Courtesy Photo

On Thursday, June 22, diners at SOhO Restaurant & Music Club swooned to the sounds of the 805 with the first-ever 805 Songwriter Round Up, featuring a band comprising Santa Barbara singer/songwriters Glen Phillips, Adam Topol, Sean Watkins, and John Irion. All known for their work with multi-member groups (Toad the Wet Sprocket, Jack Johnson’s band, Nickel Creek, and U.S. Elevator, respectively), the performers took turns sharing songs and stories in a sort of star-studded Santa Barbara supergroup.

Each brought to the stage his unique personality, their voices altogether distinctive. Irion’s wry lyrics and brightly yearning melodies played emotional middle ground to Phillips’s deeply philosophical poems of mourning and Watkins’s big-hearted, lovelorn, aw-shucks country songs, while Topol’s beachy kumbaya dually delved into subjects divine and dark. Of them, perhaps Phillips shone most of all as the artistic anchor in his craft and wisdom, but it was as much the musicians’ friendly interchange, and the varying emotive overture of their songs, that made the night so winning. Bookended with covers of Woody Guthrie’s “This Land Is Your Land” and The Beatles’ “Revolution,” there was plenty of common ground among the four singers that night. This area code is fortunate to have a sound as simultaneously thoughtful, heartfelt, and genuinely kind as was expressed in this roundup.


* What needs to be done *
Track down every line below that holds "pixels" and copy it.

* Data to process *
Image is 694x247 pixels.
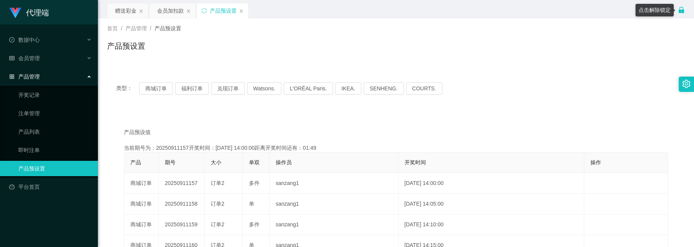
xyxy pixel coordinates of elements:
[211,221,225,227] span: 订单2
[399,173,585,194] td: [DATE] 14:00:00
[9,8,21,18] img: logo.9652507e.png
[405,159,426,165] span: 开奖时间
[399,194,585,214] td: [DATE] 14:05:00
[276,159,292,165] span: 操作员
[249,159,260,165] span: 单双
[150,25,152,31] span: /
[406,82,443,95] button: COURTS.
[399,214,585,235] td: [DATE] 14:10:00
[9,73,40,80] span: 产品管理
[9,55,40,61] span: 会员管理
[107,40,145,52] h1: 产品预设置
[636,4,674,16] div: 点击解除锁定
[270,173,399,194] td: sanzang1
[175,82,209,95] button: 福利订单
[249,200,254,207] span: 单
[247,82,282,95] button: Watsons.
[186,9,191,13] i: 图标: close
[18,161,92,176] a: 产品预设置
[364,82,404,95] button: SENHENG.
[211,200,225,207] span: 订单2
[124,173,159,194] td: 商城订单
[155,25,181,31] span: 产品预设置
[270,194,399,214] td: sanzang1
[591,159,601,165] span: 操作
[18,106,92,121] a: 注单管理
[9,9,49,15] a: 代理端
[124,214,159,235] td: 商城订单
[121,25,122,31] span: /
[165,159,176,165] span: 期号
[336,82,362,95] button: IKEA.
[18,124,92,139] a: 产品列表
[9,74,15,79] i: 图标: appstore-o
[130,159,141,165] span: 产品
[211,82,245,95] button: 兑现订单
[9,55,15,61] i: 图标: table
[239,9,244,13] i: 图标: close
[9,179,92,194] a: 图标: dashboard平台首页
[26,0,49,25] h1: 代理端
[9,37,15,42] i: 图标: check-circle-o
[678,7,685,13] i: 图标: lock
[211,180,225,186] span: 订单2
[18,87,92,103] a: 开奖记录
[249,221,260,227] span: 多件
[159,173,205,194] td: 20250911157
[18,142,92,158] a: 即时注单
[115,3,137,18] div: 赠送彩金
[139,82,173,95] button: 商城订单
[124,128,151,136] span: 产品预设值
[210,3,237,18] div: 产品预设置
[159,194,205,214] td: 20250911158
[159,214,205,235] td: 20250911159
[202,8,207,13] i: 图标: sync
[107,25,118,31] span: 首页
[157,3,184,18] div: 会员加扣款
[249,180,260,186] span: 多件
[139,9,143,13] i: 图标: close
[211,159,222,165] span: 大小
[124,144,668,152] div: 当前期号为：20250911157开奖时间：[DATE] 14:00:00距离开奖时间还有：01:49
[125,25,147,31] span: 产品管理
[284,82,333,95] button: L'ORÉAL Paris.
[124,194,159,214] td: 商城订单
[9,37,40,43] span: 数据中心
[270,214,399,235] td: sanzang1
[683,80,691,88] i: 图标: setting
[116,82,139,95] span: 类型：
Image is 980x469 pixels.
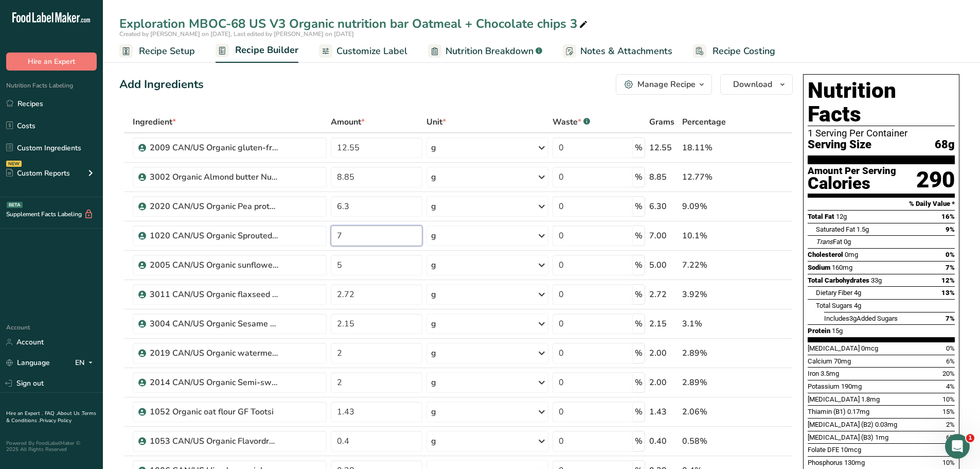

* Written answer *
Image is 694x247 pixels.
Image is 980x469 pixels.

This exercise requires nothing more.